Diet Gives Benefits Beyond Just Weight Loss
One study from
Harvard and Ben Gurion University shows that even people who didn’t lose weight
after switching to a healthier diet still got benefits: better HDL cholesterol,
lower visceral fat, and reduced leptin. Meaning: health gains don’t always require
big drops in scale weight.
Early Medication Helps Non-Responders to
Behavioural Programs
A study showed
that among people who didn’t respond (i.e. <2% weight loss) after a month of
behavioural intervention, adding phentermine (an older appetite suppressant)
doubled their weight loss over the next 24 weeks versus continuing behaviour
alone.
Muscle Preservation During Weight Loss Gets
Attention
Some of the
newer studies are not just tracking how much weight people lose, but what kind
of weight: fat vs. muscle. In particular, a study (BELIEVE) combined
semaglutide with bimagrumab and other strategies to try to preserve lean mass.
This matters for long-term health (strength, metabolism).
Shifts in Treatment Patterns
Pediatric
obesity treatment is changing: Since the American Academy of Paediatrics (AAP)
released comprehensive guidelines in 2023, use of anti-obesity medications
among children/adolescents has increased, especially among adolescents.
Lifestyle interventions remain first line, but medications are being used more
often.
Cost-Effectiveness and Policy Implications
An Institute
for Clinical and Economic Review (ICER) report finds GLP-1 drugs becoming more
cost-effective than in past years, due both to better evidence (e.g.
cardiovascular benefits) and slight price declines. But still, high cost
remains a big barrier.
A
policy/economics analysis (by ITIF) argues that broader access to GLP-1s could
deliver societal benefits: reduced healthcare costs, better productivity, etc.
But hurdles around insurance, long-term safety, and equity remain.

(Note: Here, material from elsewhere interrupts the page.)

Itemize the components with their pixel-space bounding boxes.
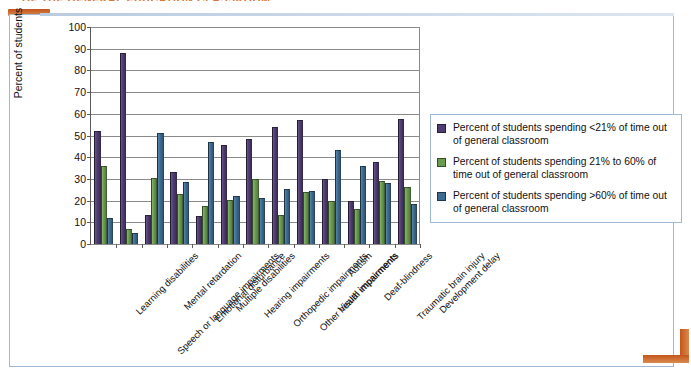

Limits, Challenges, and Unknowns
Side Effects
& Tolerance: Higher doses often bring more GI issues (nausea, etc.), and
not everyone tolerates them well.
Real-World vs
Clinical Trials: Outcomes in actual practice tend to be lower than in tightly
controlled clinical trials. Medication adherence, lifestyle support, and
patient selection matter a lot.
Long-Term
Sustainability: What happens if people stop these drugs? Weight regain is
common, and very few studies yet extend beyond 1-2 years in real-world
settings. Also, long-term effects on bones, muscles, and organs are still under
study.
Access &
Equity: Cost, insurance coverage, and disparities (geographic, socioeconomic)

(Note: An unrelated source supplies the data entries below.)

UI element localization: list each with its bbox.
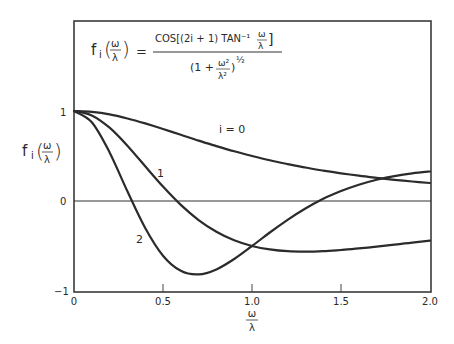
curve-label-i0: i = 0 [219,123,245,136]
curve-label-i1: 1 [157,167,164,180]
svg-text:i: i [31,150,34,161]
svg-text:1: 1 [60,107,66,118]
svg-text:): ) [122,37,130,61]
svg-text:]: ] [268,31,273,47]
svg-text:½: ½ [236,55,245,65]
svg-text:−1: −1 [54,286,69,297]
svg-text:ω: ω [248,308,256,319]
svg-text:ω: ω [111,38,119,49]
formula: f i ( ω λ ) = COS[(2i + 1) TAN⁻¹ ω λ ] (… [91,29,282,81]
y-tick-labels: 1 0 −1 [54,107,69,297]
svg-text:λ²: λ² [218,71,227,81]
svg-text:0: 0 [60,196,66,207]
formula-denominator: (1 + [190,61,214,74]
svg-text:): ) [54,139,62,163]
curve-i1 [74,111,430,252]
svg-text:1.5: 1.5 [333,296,349,307]
curve-label-i2: 2 [136,233,143,246]
svg-text:1.0: 1.0 [244,296,260,307]
formula-numerator: COS[(2i + 1) TAN⁻¹ [155,33,250,44]
svg-text:=: = [136,44,147,59]
x-tick-labels: 0 0.5 1.0 1.5 2.0 [71,296,438,307]
svg-text:ω: ω [258,29,266,39]
svg-text:0.5: 0.5 [155,296,171,307]
svg-text:2.0: 2.0 [422,296,438,307]
formula-f: f [91,41,97,59]
svg-text:λ: λ [258,41,264,51]
svg-text:λ: λ [112,52,118,63]
svg-text:f: f [22,142,28,160]
curve-i2 [74,111,430,274]
y-axis-label: f i ( ω λ ) [22,139,62,165]
x-axis-label: ω λ [246,308,258,333]
svg-text:): ) [231,61,235,74]
svg-text:ω²: ω² [218,58,230,68]
svg-text:ω: ω [43,140,51,151]
svg-text:λ: λ [44,154,50,165]
svg-text:0: 0 [71,296,77,307]
curves [74,111,430,274]
svg-text:λ: λ [249,322,255,333]
chart: f i ( ω λ ) = COS[(2i + 1) TAN⁻¹ ω λ ] (… [0,0,454,344]
x-ticks [163,284,341,292]
formula-i: i [99,49,102,60]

limit who benefits. Medications remain expensive, and many areas lack providers
who manage obesity as a medical disease.
Stigma &
Social Perception: As new weight-loss medications become widespread, there are
both potential positive and negative impacts on how obesity is viewed socially,
personally, and in terms of stigma. A narrative review in Current Obesity
Reports is exploring this.
Where Things Are Likely to Go Next
Drugs that
combine or target multiple hormonal pathways (beyond just GLP-1) seem to be a
major focus (e.g., dual or triple agonists). The goal is to get closer to the
weight-loss magnitudes seen in bariatric surgery, but with fewer risks.
Oral
formulations and less frequent dosing (monthly, etc.) are being tested and may
help with adherence.
More emphasis
on preserving lean body mass rather than just weight, better tools (biosensors,
imaging) to track fat vs muscle.
Earlier
intervention: using meds sooner for people not responding to lifestyle, using
in adolescents, etc.
Broader
systemic / policy changes: ensuring cost coverage, integrating obesity
treatment in primary care, better guidelines, perhaps regulation on food
environment, etc.
Bottom Line
Recent U.S.
studies in 2025 are pushing the science of weight loss past traditional
diet/exercise models toward more nuanced drug treatments, better quality of
loss (fat vs muscle), and healthier biomarkers ,even when weight loss is
modest. The tradeoffs still include cost, side effects, and questions about
long-term stability. For many, combining newer medications with good
behavioural and lifestyle support is looking like the strongest strategy.